When I think about my next development goal, I am torn between choosing ‘Resilience’ (my anxieties at this stage of the pandemic are not about death, but rather about job losses and poverty – my family after all were Jewish war refugees) and ‘Influential’ (can I use this time to find my influencer voice?).
Choosing Resilience is driven by a desire to understand and change the anxiety inside myself about money, because I know it is not based on fact.
Choosing Influential is for the future, an opportunity to add something specific to my repertoire, to project my voice outward.
I realised as I was out for a walk at the weekend (walking works really well for me as a way of getting perspective) that this choice reflects something I’ve been writing about and working with my coaching clients: what is the source of our impulse to want to develop?
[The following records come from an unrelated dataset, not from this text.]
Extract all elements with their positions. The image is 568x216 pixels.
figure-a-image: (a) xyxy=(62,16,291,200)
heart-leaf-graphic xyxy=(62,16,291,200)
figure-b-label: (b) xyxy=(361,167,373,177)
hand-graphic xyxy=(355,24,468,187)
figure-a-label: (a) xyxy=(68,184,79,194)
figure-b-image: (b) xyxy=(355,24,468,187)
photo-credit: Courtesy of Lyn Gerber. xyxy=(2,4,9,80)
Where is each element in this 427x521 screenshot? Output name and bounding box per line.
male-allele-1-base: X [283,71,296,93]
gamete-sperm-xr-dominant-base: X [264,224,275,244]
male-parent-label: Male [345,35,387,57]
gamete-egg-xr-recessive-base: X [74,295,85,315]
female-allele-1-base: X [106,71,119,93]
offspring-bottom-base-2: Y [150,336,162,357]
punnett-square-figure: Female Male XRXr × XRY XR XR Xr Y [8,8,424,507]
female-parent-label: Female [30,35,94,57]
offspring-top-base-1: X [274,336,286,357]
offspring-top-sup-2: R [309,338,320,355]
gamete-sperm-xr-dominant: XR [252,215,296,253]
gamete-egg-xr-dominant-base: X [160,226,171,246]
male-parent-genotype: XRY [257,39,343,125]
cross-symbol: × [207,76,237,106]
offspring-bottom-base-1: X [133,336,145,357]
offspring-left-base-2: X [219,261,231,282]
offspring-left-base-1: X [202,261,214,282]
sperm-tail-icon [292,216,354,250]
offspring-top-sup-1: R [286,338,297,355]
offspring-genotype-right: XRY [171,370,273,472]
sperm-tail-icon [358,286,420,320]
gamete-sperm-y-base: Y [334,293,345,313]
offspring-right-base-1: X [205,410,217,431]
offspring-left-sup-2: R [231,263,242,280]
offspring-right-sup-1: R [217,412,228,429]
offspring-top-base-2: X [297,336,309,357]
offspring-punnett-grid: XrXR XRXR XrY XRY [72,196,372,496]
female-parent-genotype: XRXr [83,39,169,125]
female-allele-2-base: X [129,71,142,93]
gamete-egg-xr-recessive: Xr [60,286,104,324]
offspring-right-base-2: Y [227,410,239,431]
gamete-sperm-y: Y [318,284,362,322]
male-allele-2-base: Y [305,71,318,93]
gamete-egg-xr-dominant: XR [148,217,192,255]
Does it come from within or from without?
Arabella Ellis
Founder & CCO, Jyre
Snippet, Reflect, Fix
Snippet
We can think of our development goals as falling into 2 categories:
a) learning to thrive in a changing environment (new job, new role, new boss, new city, new relationship etc). These are all external change factors, things that happen to us that require a change of us or present us with an opportunity to change.
b) a desire to change myself because I am not thriving, whether it’s in my life, my work or my relationships. These are internally driven changes based on noticing personal discomfort or having this pointed out by someone else, even when it’s hard to hear.
Reflect
What information do you pay attention to that indicates you need to change? What signs do you miss or avoid? How open are you to the idea that change is an opportunity?
Fix
Learn to identify goals from both categories. Pick a goal that you’ve already set yourself or one that you’d like to set. Identify whether it’s driven from the inside or the outside. Now choose an additional goal that is driven by the opposite. Which goal are you more likely to achieve?